Niklaus Wirth is one of the luminary people in computing. Definitely take a look at his books, they are extremely concise and to the point. Also interesting (but less so than Wirth's actual writing) is the book "The School of Niklaus Wirth: The Art of Simplicity".

Interestingly he was the Martin Oderskey's (Scala etc) PhD advisor.


I wish odersky had learned more about keeping things simple from worth.


I'm not sure off hand about this, I dunno what Odersky's level of involvement was in the libraries and tooling like SBT that grew up around it. I think the language spec of Scala is actually pretty orthogonal to complexity ignoring a few pieces like XML and Java interop https://www.scala-lang.org/docu/files/ScalaReference.pdf -- it builds up continuously upon itself. Scroll down and look at the appendix with the grammar. These concepts compose very well. Because of the composability people end up extending the language, which is a powerful feature, but seemingly in practice in ways that add to the complexity without reciprocal reduction in cognitive load. I really enjoyed reading Odersky's book just for this lesson in composition even though I don't think I'll ever use the language again.

Golang, a simple language in use, is basically a grab bag of concepts that implement a syntax people happen to be familiar with from ALGOL-like languages https://golang.org/ref/spec -- there's nothing particularly unifying or composable in that it just happens to work out ok.

I'd be interested in a crossover language that has the reinforcing composition of something like Scala but a standard library and common tooling like Golang that are kept simple. Spending time in Rust is on my todo list, it may not be even close to that but looks more useful than Scala long term and retains the type stricture.


I believe we are coming to a time where we will stop seeing languages as monoliths and we will name language subsets as first class citizens of our namespace.

I personally program often in a strict subset of JavaScript. Liberals, function declarations, and function calls only. Of course I can’t do everything in this space. But many projects are just fine. Most code, at least code that’s pretty close to human-relevant vocabulary) is just names and calls when it’s truly properly refactoreded.

Unfortunately this becomes untenable when I try to use third party packages. Almost all packages expose APIs in the most advanced sections of language syntax... promises, big rich configuration trees, weird chainable DSLs, objects, etc.

So to work with a language subset you need to be able to carve out a namespace within your package management ecosystem. Essentially a fork of the namespace, with people able to “take over” the package and port it to the subset.

In your case this would mean a subset of Scala with strict controls on composeability with the existing primitives.

And you’d port at least high level scala packages to that API space.


Robert Griesemer (golang) is also a former Wirth PhD.

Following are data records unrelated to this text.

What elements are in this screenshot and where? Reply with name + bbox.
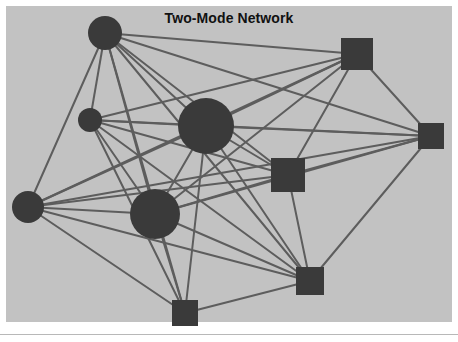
chart-title: Two-Mode Network	[165, 10, 294, 26]
network-node-circle[interactable]	[78, 108, 102, 132]
network-node-circle[interactable]	[130, 189, 180, 239]
network-node-square[interactable]	[271, 158, 305, 192]
network-plot-area: Two-Mode Network	[0, 0, 458, 342]
network-node-circle[interactable]	[12, 191, 44, 223]
network-node-circle[interactable]	[88, 16, 122, 50]
network-node-circle[interactable]	[178, 98, 234, 154]
network-node-square[interactable]	[172, 300, 198, 326]
footer-divider	[0, 334, 458, 335]
plot-background	[6, 6, 452, 322]
network-node-square[interactable]	[418, 123, 444, 149]
network-figure: Two-Mode Network	[0, 0, 458, 342]
network-node-square[interactable]	[341, 38, 373, 70]
network-node-square[interactable]	[296, 267, 324, 295]
network-canvas: Two-Mode Network	[0, 0, 458, 342]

Oberon was one of the inspirations for acme[0], one of the text editors / text "environments" for plan 9.

0: http://doc.cat-v.org/plan_9/4th_edition/papers/acme/


I am so thrilled about everything Oberon-related.

From the article:

>Any Oberon procedure can be made available to the user as system command, provided certain conventions are followed. They are known as Tools. [..]

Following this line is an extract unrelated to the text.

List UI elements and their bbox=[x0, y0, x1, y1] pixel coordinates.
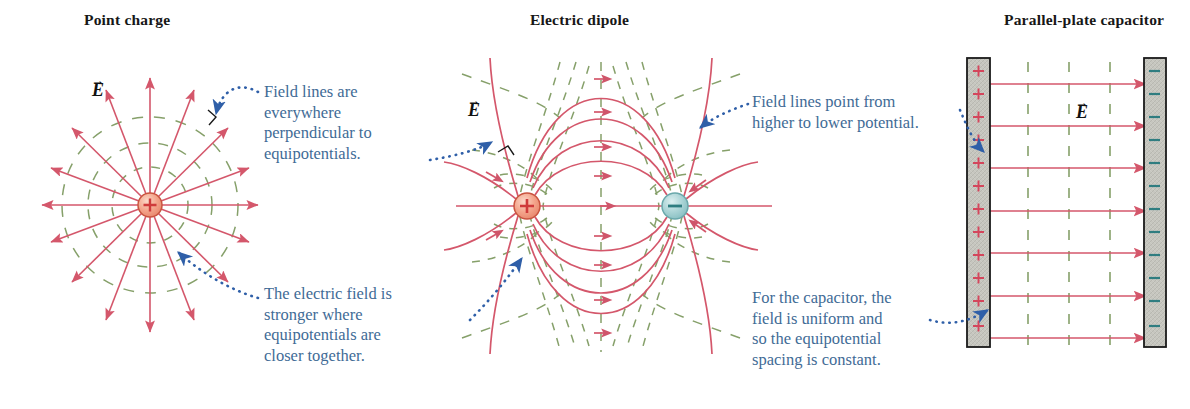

>It is possible to allow such Tools to act on user interface elements selected by the user.

This is a way more flexible UX/UI paradigm than any OS out there provides.


> This is a way more flexible UX/UI paradigm than any OS out there provides.

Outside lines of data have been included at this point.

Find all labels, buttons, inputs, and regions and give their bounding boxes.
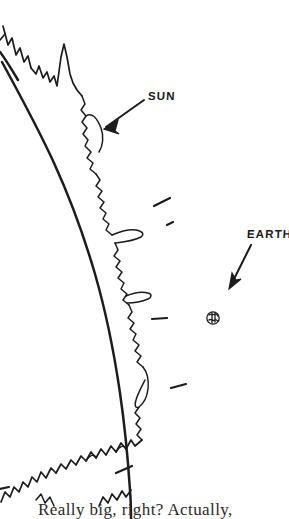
sun-label: SUN <box>148 91 176 103</box>
tick-mark-6 <box>0 487 9 489</box>
earth-disc <box>207 312 219 324</box>
earth-label: EARTH <box>247 229 289 241</box>
tick-marks <box>0 198 186 489</box>
tick-mark-4 <box>171 384 186 388</box>
solar-scale-diagram: SUN EARTH Really big, right? Actually, <box>0 0 289 519</box>
sun-arrow <box>104 100 144 134</box>
tick-mark-3 <box>152 318 167 319</box>
figure-caption: Really big, right? Actually, <box>38 500 289 519</box>
earth-arrow <box>229 245 251 289</box>
tick-mark-2 <box>167 222 173 225</box>
tick-mark-1 <box>154 198 170 206</box>
diagram-artwork <box>0 0 289 519</box>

Symbolics Genera also adopted this approach. Here are some good posts about it on alt.os.multics from Dan Weinreb:

https://groups.google.com/forum/#!search/multics$20commands$...

https://groups.google.com/forum/#!search/multics$20commands$...


Does anyone know where I could get more information on Tools?


Sure,

You can read the Project Oberon 1992's book, sections 3.3 and 3.4 as starting point.

http://www.ethoberon.ethz.ch/WirthPubl/ProjectOberon.pdf

Then you can follow up with the 2003's edition.

https://www.inf.ethz.ch/personal/wirth/ProjectOberon/index.h...

With a stop in the last pure Oberon iteration, Oberon System 3 Gadgets.

http://www.ethoberon.ethz.ch/ethoberon/tutorial/

Oberon Companion describes gadgets and tools

http://citeseerx.ist.psu.edu/viewdoc/download?doi=10.1.1.472...

The existing PDF book has a couple of rendering issues, but if you install BlueBottle, it has Oberon System 3 as demo application, with the original book in Oberon rich text format (not to mix with RTF).

https://www.youtube.com/watch?v=t6NMJh0noDk&index=35&list=WL...

Which by the way, also describes the Tools on its manual, A2 User Guide and Application Description

http://www.ocp.inf.ethz.ch/wiki/Documentation/Front

https://github.com/btreut/a2

The surviving ISO images

https://sourceforge.net/projects/a2oberon/files/


If you have a Mac and want to play with Oberon Workstation, you can find it in the Mac App Store: https://itunes.apple.com/us/app/oberon-workstation/id1057155...


Wirth made one of the greatest computer science puns ever.

His name should be pronounced something like "veert", but universally in the US he is called "worth".

Wirth said something like: In Europe, I am called by name, but in the US I am called by value.


It's a famous joke but are you sure he came up with it? I thought it was said by someone introducing him.


Interesting. How do you modify and rebuild the OS?